The new report makes a slew of new recommendations aimed at numerous big capital markets issues besides the perceived integrity of the New Zealand managed funds and financial advisory industry, but dwells on the D-minus showing in the Morningstar report published in May that ranked 16 countries' fund management industries.
"In at least some parts of our market, we have a long way to go to come into line with international best practice and thus cultivate preferable outcomes for investors," the report says, recommending "more principle-based regulation focussed on ethical standards for issuers and advisers".

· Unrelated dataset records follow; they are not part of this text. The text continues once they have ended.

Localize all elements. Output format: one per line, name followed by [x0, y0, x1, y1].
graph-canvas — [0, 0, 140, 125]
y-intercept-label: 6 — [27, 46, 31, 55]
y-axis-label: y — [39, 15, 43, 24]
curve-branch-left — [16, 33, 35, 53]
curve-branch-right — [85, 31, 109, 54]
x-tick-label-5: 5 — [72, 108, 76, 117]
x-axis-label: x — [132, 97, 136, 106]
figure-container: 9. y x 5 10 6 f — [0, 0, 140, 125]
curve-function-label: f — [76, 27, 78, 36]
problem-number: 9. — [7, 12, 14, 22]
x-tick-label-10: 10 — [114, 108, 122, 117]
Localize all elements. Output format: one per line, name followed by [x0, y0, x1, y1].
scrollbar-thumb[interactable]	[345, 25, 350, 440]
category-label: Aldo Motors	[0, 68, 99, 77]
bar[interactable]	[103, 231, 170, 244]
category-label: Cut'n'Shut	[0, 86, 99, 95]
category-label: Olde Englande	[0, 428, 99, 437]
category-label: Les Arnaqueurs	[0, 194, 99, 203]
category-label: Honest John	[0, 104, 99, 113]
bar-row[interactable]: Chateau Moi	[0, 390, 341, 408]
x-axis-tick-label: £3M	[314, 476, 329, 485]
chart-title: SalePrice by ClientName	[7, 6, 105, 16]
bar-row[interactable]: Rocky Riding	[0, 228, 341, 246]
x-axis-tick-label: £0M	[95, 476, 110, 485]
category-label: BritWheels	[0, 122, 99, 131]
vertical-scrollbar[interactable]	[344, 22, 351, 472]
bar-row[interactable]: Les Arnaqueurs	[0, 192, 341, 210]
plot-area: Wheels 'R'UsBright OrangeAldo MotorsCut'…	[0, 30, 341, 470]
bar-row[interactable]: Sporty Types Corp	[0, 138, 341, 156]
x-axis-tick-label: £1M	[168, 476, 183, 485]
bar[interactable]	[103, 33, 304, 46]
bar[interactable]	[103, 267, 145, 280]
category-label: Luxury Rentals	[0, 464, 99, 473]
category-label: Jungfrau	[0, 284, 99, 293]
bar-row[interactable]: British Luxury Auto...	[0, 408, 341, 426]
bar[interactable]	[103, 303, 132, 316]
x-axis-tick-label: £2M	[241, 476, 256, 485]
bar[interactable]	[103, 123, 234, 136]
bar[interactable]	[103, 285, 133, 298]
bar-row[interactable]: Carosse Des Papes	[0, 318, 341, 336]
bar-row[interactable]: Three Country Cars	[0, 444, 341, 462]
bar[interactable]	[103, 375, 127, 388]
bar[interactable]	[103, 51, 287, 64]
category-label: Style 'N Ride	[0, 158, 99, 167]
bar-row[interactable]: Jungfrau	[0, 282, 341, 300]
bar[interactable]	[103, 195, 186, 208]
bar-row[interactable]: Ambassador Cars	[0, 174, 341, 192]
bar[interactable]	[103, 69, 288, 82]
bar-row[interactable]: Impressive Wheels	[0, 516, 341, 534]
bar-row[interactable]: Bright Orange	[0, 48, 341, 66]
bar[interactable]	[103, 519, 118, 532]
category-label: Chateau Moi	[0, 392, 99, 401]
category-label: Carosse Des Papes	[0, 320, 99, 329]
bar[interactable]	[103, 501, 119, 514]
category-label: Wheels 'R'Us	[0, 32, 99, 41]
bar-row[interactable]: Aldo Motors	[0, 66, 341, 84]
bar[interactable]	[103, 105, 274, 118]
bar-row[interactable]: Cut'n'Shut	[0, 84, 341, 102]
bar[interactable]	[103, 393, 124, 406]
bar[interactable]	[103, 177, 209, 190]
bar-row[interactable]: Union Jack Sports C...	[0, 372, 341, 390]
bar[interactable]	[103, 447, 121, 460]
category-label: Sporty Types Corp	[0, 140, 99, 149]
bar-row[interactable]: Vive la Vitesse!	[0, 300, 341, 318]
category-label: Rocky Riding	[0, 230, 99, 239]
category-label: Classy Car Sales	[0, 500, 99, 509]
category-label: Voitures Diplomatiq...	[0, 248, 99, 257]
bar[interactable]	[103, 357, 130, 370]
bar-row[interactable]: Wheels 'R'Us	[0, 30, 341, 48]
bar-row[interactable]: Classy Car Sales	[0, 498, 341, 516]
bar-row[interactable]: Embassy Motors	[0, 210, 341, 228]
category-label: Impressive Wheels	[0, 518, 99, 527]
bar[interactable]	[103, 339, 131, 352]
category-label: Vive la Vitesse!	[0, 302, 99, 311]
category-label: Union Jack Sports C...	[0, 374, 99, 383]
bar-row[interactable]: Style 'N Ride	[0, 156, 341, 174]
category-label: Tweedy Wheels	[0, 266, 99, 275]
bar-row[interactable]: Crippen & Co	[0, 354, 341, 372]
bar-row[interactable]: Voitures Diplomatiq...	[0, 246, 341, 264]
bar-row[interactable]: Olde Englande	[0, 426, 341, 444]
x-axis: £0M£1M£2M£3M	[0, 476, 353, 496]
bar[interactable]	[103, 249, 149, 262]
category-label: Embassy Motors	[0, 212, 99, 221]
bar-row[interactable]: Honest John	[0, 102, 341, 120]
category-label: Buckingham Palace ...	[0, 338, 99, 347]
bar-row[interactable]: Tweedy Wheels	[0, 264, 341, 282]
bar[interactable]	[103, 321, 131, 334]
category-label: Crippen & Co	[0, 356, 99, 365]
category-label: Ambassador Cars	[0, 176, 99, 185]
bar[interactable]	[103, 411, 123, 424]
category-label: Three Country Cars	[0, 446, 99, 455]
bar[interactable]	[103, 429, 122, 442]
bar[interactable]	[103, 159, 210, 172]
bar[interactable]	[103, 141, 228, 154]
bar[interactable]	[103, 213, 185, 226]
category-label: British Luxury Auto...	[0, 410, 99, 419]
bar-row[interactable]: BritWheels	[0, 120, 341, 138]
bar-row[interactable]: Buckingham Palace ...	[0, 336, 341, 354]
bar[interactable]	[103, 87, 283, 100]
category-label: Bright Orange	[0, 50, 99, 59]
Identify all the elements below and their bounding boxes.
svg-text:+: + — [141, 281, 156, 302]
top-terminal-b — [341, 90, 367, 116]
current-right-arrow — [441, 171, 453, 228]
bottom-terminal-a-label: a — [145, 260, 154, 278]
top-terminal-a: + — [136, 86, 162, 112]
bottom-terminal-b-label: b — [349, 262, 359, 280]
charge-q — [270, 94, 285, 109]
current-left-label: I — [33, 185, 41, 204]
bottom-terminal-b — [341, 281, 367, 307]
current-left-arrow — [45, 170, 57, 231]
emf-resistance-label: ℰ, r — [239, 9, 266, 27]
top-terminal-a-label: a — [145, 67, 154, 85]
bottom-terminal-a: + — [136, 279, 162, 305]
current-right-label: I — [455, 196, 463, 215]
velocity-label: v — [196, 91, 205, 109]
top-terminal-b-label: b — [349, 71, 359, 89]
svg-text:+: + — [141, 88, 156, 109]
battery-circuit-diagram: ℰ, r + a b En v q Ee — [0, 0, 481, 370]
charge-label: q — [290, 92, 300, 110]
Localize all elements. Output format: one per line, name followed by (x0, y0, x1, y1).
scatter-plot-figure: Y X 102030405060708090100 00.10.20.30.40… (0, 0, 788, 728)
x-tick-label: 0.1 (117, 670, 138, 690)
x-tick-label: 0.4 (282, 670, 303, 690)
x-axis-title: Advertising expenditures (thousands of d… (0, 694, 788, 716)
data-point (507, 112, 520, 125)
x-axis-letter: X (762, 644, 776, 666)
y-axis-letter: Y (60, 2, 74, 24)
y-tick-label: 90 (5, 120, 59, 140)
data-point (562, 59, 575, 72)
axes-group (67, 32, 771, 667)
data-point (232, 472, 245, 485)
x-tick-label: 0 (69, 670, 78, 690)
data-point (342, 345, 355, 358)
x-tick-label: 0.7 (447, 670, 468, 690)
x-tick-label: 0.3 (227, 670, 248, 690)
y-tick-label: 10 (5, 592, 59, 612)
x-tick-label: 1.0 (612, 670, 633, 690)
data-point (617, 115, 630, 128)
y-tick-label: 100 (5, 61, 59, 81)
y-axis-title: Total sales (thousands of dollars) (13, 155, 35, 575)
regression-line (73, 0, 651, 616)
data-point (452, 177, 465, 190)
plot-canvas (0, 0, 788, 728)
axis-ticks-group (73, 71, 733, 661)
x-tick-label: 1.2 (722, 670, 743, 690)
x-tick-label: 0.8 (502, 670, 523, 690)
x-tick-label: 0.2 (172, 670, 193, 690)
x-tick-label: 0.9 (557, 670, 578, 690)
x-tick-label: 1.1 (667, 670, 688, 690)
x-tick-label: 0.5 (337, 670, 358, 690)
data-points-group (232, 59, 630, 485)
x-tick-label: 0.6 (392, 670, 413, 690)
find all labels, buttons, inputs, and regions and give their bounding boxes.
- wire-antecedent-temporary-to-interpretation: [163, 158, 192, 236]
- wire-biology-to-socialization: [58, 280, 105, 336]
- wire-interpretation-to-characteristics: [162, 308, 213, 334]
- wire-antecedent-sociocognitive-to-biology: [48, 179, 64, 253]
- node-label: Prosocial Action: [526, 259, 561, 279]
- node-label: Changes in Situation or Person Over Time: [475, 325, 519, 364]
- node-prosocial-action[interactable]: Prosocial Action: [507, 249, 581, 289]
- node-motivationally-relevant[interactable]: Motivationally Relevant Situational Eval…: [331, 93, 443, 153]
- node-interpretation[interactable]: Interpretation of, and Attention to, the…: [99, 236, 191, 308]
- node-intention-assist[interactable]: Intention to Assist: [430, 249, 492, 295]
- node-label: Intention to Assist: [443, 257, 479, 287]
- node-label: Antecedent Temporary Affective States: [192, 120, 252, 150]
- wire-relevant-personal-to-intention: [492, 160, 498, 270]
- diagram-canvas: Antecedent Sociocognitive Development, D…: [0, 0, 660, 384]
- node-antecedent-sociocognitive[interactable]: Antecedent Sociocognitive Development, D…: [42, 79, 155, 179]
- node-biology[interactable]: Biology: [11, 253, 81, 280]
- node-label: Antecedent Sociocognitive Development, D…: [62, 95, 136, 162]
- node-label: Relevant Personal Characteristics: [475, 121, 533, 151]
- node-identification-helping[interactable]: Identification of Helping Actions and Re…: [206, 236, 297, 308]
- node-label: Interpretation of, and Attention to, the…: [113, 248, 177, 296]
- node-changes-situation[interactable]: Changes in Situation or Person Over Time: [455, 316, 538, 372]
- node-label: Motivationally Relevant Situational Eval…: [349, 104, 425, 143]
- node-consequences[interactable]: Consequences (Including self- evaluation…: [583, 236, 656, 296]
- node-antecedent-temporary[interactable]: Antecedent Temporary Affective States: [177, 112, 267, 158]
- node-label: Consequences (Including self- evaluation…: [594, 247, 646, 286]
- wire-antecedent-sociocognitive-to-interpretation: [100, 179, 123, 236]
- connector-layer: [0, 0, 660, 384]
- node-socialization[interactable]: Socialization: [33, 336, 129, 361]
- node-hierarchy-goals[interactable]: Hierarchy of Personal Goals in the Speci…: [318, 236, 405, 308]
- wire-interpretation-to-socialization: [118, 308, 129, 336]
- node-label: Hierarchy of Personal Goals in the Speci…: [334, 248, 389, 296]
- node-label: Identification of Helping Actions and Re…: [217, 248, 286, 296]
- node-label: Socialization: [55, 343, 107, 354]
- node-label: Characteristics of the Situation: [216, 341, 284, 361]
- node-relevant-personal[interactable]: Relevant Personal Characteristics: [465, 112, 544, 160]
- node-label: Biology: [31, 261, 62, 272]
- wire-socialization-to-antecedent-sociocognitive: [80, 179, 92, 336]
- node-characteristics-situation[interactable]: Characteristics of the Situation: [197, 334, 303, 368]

Among major recommendations in the report:
Perhaps most radically, the report recommends five principles be applied to investment advisers:
The report says better functioning capital markets are especially important for New Zealand since banks are deleveraging, pushing traditionally bank-dependent local businesses to private equity markets for capital, the report says.
As well as the usual litany of weaknesses and thinness in the New Zealand capital markets, the report identifies the lack of a New Zealand-based derivatives market as a serious hole in the national offering for investors, although the NZX's planned milk powder futures derivative is a big step towards fixing that.
"Derivatives play an important role ... by providing mechanisms to buy and sell risk," notwithstanding the bad name given to the whole concept by the link between the global credit crisis and the growth of excessively complex derivative products that did not hedge risk effectively.
The report identifies "agriculture, utilities and banking" as three key areas under-represented in the suite of investment opportunities for New Zealanders, in an observation clearly favouring partial privatisations and "Mum and Dad" opportunities to take a stake in cooperatives, such as Fonterra.
The taskforce will also recommend in its final report in December that both public and private equity markets have simple, transparent performance indicators.
Public markets would be measured on indicators such as number of capital raisings, total capitalisation, liquidity and transaction costs.
For private markets, key measures would include "capital commitments, investments, and exits, ... particularly for the institutional part of private markets".
The Cameron group also has overlapping membership of the tax reform group led by Victoria University tax professor Bob Buckle and ensuring both groups' agendas are aligned.